The aim was to design a Gestalt unconstrained by functional needs and in this related to the typology of the pavilion that would reveal itself as a stage once a performance started. How can such a structure retain its aesthetic autonomy and at the same time become an instrument for directing sound for an audience of 1700 people?
The basic rule of acoustics for open-air stages, what you see is what you hear serves as a cue to explore affinities between perspective and acoustic space. Placed in an existing topographic depression, the Große Senke , further deepened by modeling the terrain, the pavilion inserts itself into the field of sightlines and vistas typical of a landscape garden, re-contextualizing the existing relational field of the park. Through its topographical configuration, it reinterprets formal elements of the landscape garden the play with perspective and visual relations, with contraction and expansion, with enclosure and opening.
The Schneise (loosely translated: an incision in the landscape) creates a vista linking the riding school to the Black Gate, and serves as an entrance to and a passage through the auditorium area.

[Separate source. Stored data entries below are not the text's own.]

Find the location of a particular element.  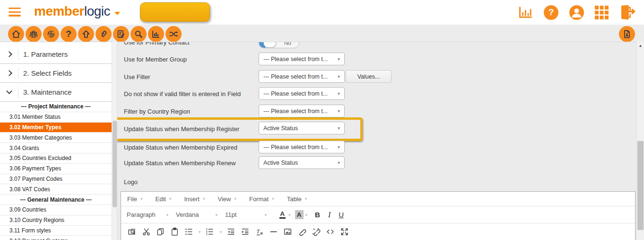

decrease-indent-icon is located at coordinates (231, 232).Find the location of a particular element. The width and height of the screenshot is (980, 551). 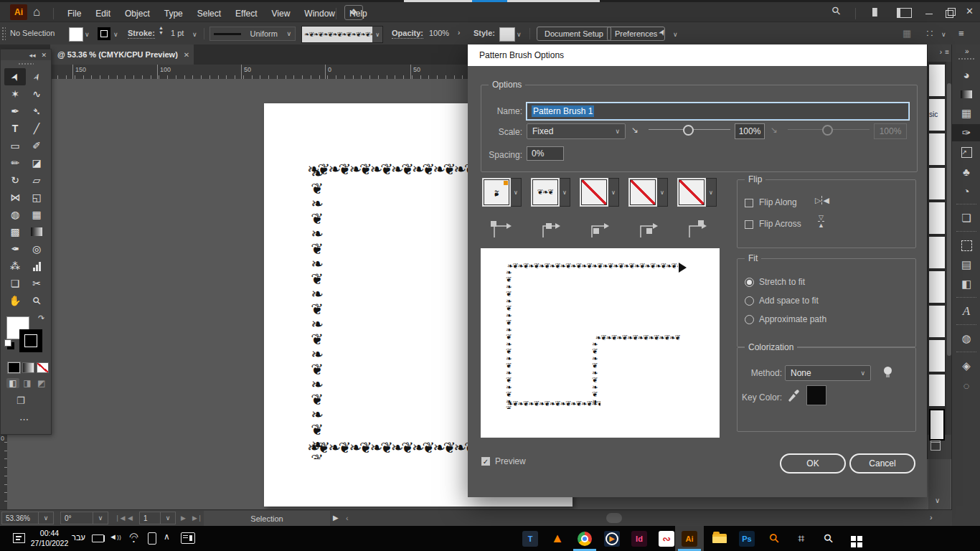

hand-tool: ✋ is located at coordinates (15, 301).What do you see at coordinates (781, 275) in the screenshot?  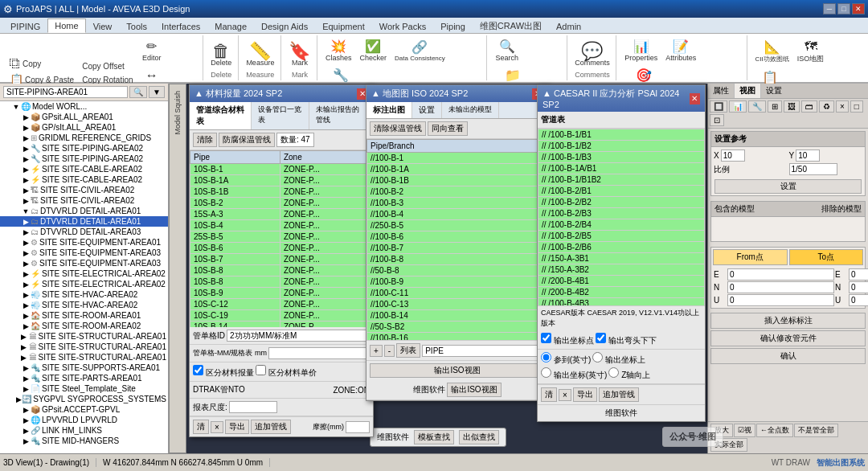 I see `e-input1` at bounding box center [781, 275]. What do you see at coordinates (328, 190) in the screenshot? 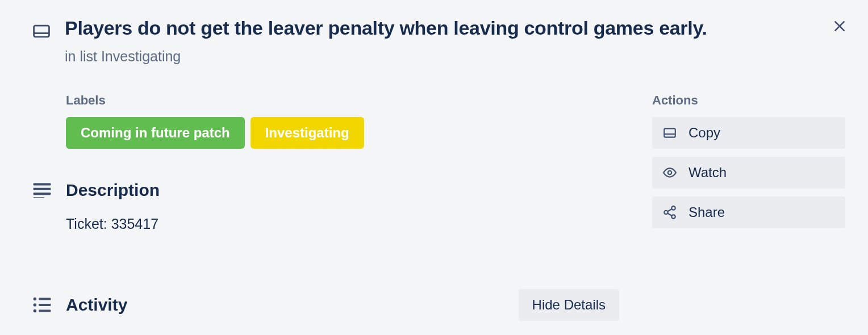
I see `description-section: Description` at bounding box center [328, 190].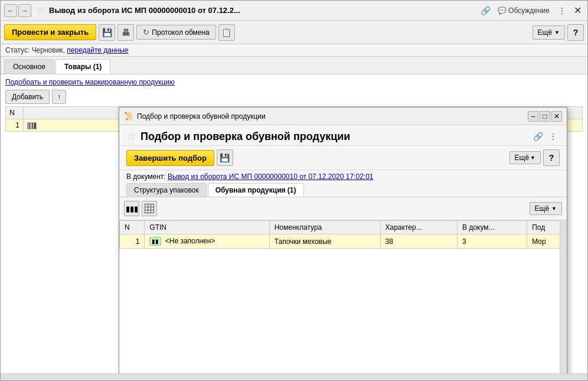  Describe the element at coordinates (524, 11) in the screenshot. I see `discussion-button: 💬 Обсуждение` at that location.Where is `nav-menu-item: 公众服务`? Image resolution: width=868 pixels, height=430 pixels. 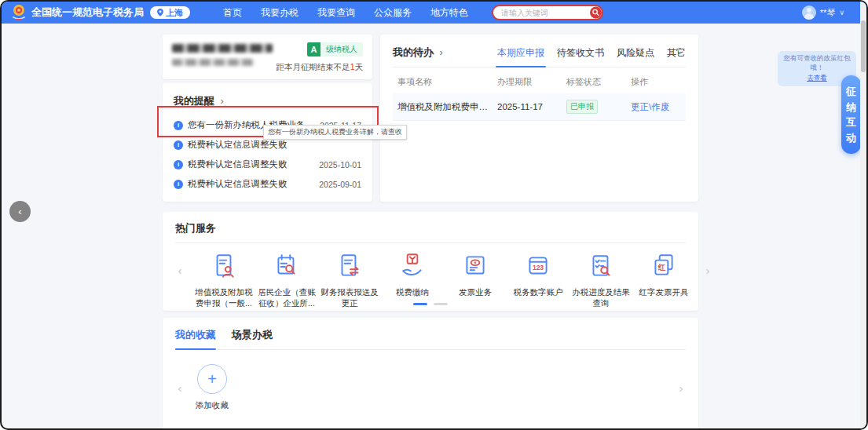
nav-menu-item: 公众服务 is located at coordinates (393, 13).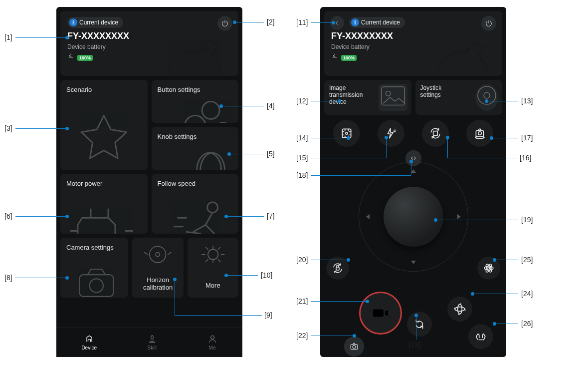 The image size is (588, 366). I want to click on skill-nav-icon, so click(152, 339).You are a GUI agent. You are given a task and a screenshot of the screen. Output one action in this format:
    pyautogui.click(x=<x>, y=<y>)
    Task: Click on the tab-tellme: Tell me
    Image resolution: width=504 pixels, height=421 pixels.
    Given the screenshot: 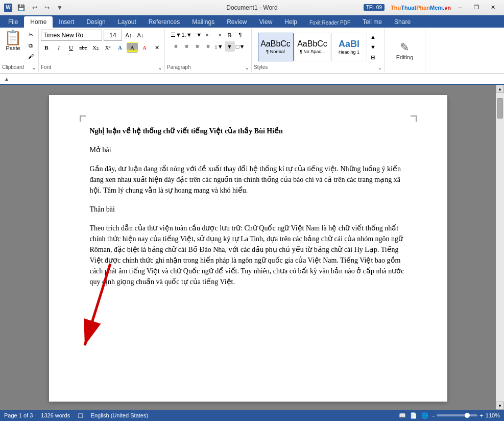 What is the action you would take?
    pyautogui.click(x=372, y=22)
    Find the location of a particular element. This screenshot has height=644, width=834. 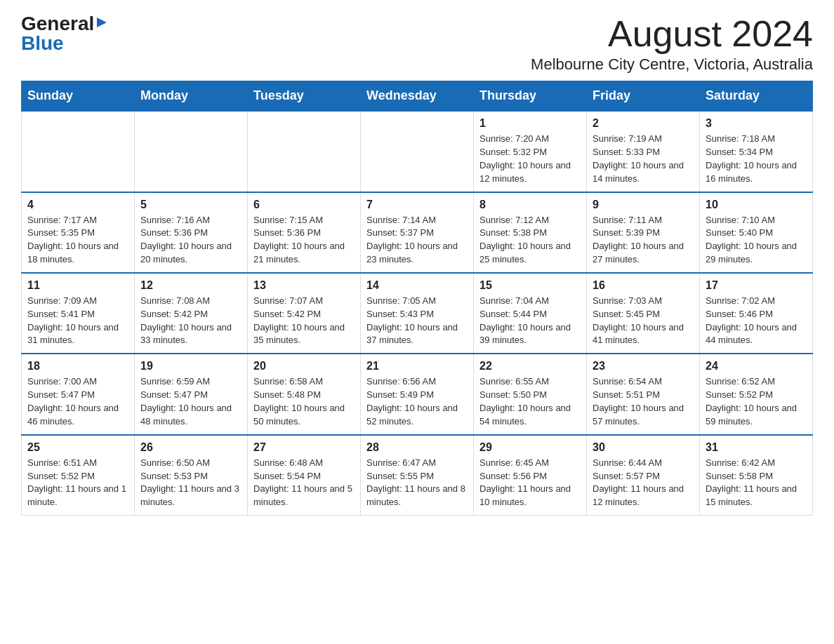

day-number: 2 is located at coordinates (643, 123).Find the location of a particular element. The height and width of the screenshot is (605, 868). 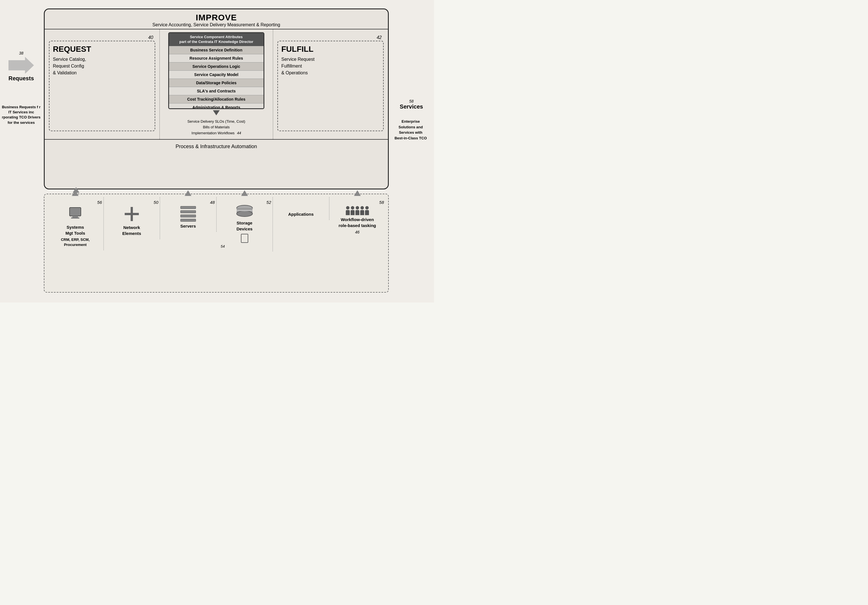

infra-section: 56 SystemsMgt Tools CRM, ERP, SCM,Procur… is located at coordinates (216, 243). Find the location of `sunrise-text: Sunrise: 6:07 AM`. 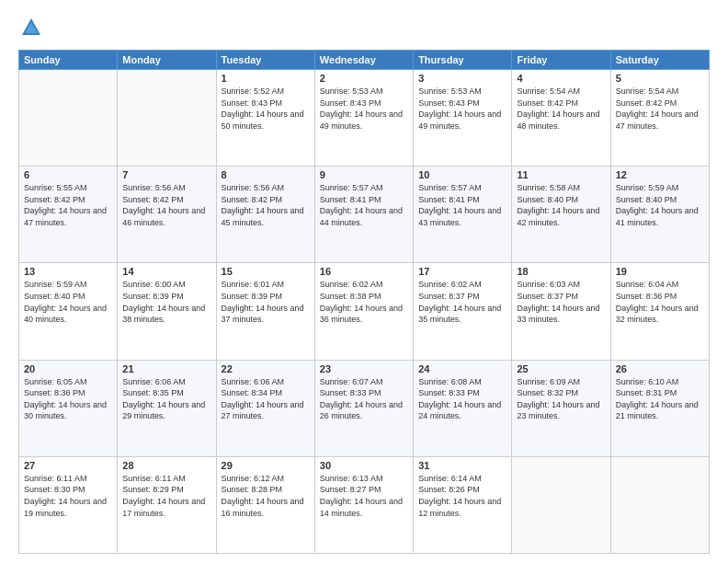

sunrise-text: Sunrise: 6:07 AM is located at coordinates (351, 382).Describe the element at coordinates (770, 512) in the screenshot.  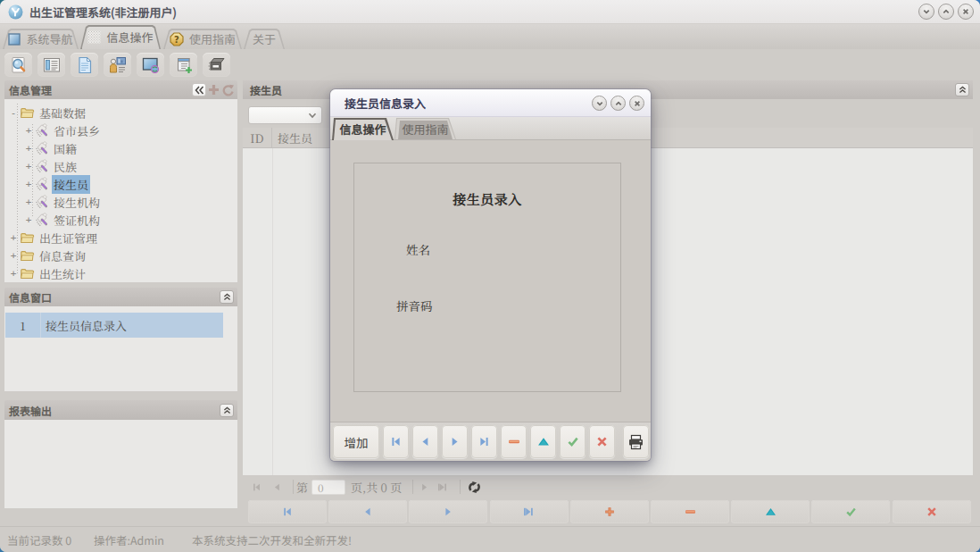
I see `edit-record-button` at that location.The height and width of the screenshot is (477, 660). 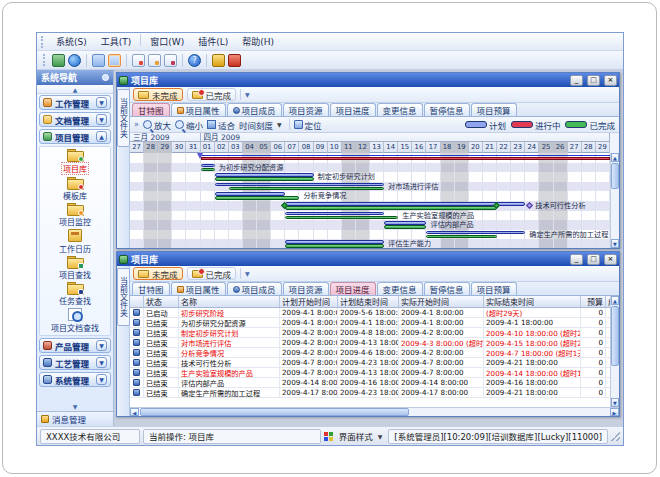 I want to click on table-row: 已结束技术可行性分析2009-4-7 8:00:002009-4-23 18:0…, so click(x=370, y=363).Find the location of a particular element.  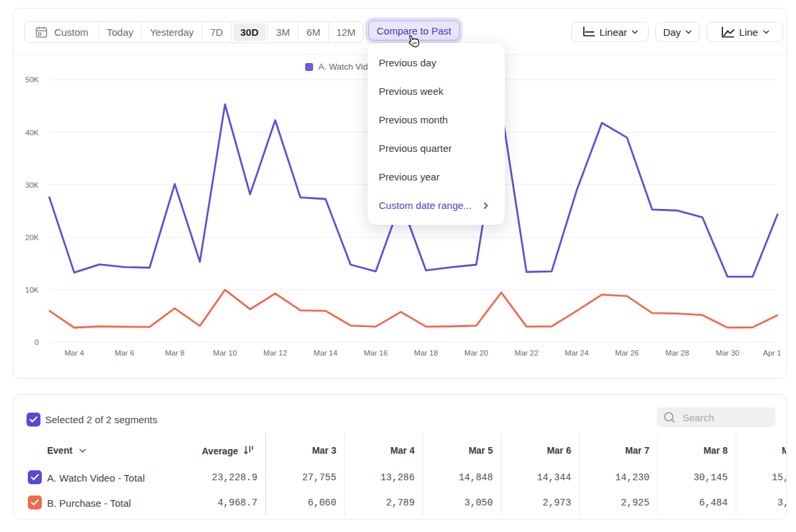

svg-text: Mar 14 is located at coordinates (326, 353).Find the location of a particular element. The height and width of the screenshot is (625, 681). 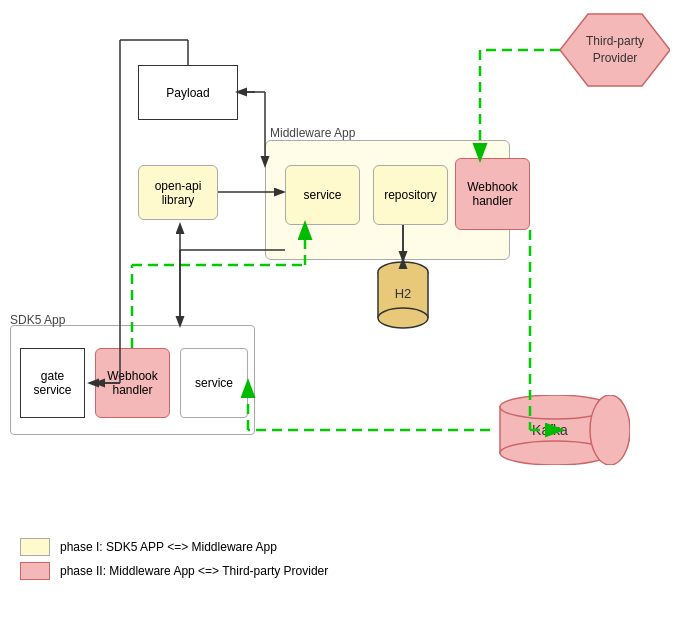

legend-label-phase1: phase I: SDK5 APP <=> Middleware App is located at coordinates (168, 547).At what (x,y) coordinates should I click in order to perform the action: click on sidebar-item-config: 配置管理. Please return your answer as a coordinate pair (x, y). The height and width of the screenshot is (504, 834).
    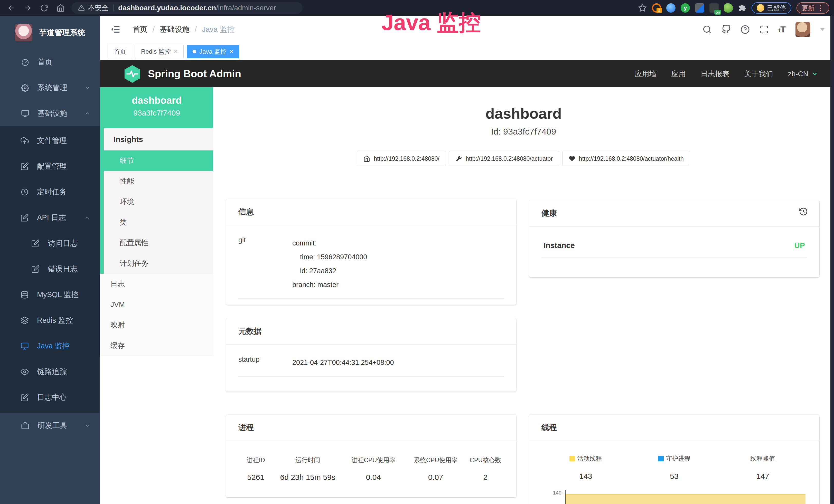
    Looking at the image, I should click on (50, 166).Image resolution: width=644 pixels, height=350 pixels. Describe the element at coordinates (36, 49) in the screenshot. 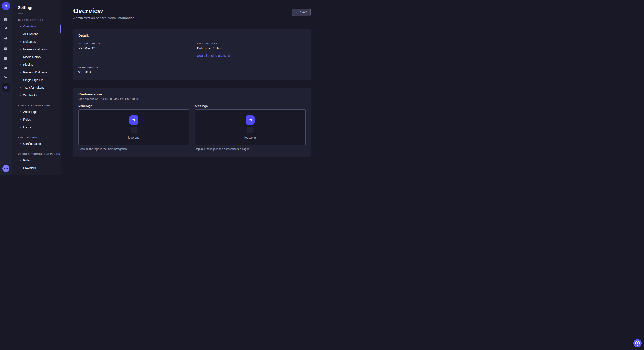

I see `settings-nav-item: Internationalization` at that location.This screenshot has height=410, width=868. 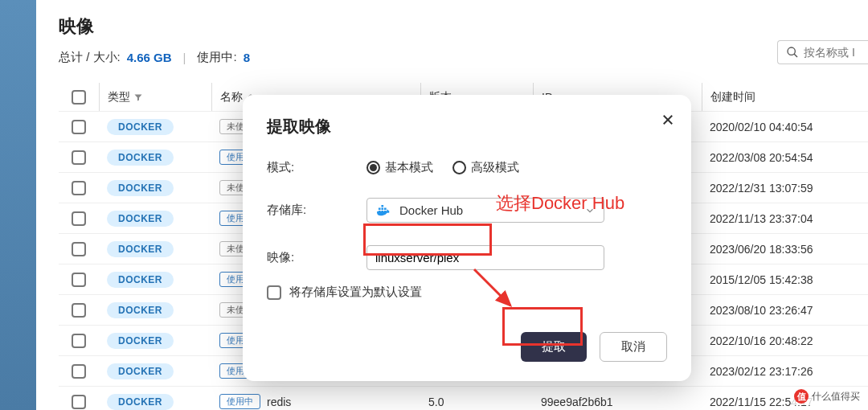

Coming from the gate, the visitor is enticed to proceed by the silhouette of the cloud tower , visible behind the artificial mound. Immersing himself into the incision, he tunnels through the hill and after passing this deep narrow enters the wide arena of the auditorium, the cloud tower of the stage roof suspended above it.
The pavilion itself is generated from topographical formations the incision, the incline, the hill and the architectonic folding of the roof, at once merging with the landscape and raising from it. These two principles correspond to the use of monolithic fair-face concrete for the stage and auditorium and of folded steel for the roof.
The materials used in the stage area are highly reflective and help build the sound energy necessary for the size of the auditorium.
The stage roof is designed as an autonomous, sculptured object. Suspended above the landscape on a level with the tree canopies it is placed among the groups of trees as if it were one more of them. The shiny metal surface on the outside reflects the sky and the trees, turning into a Cloud Tower.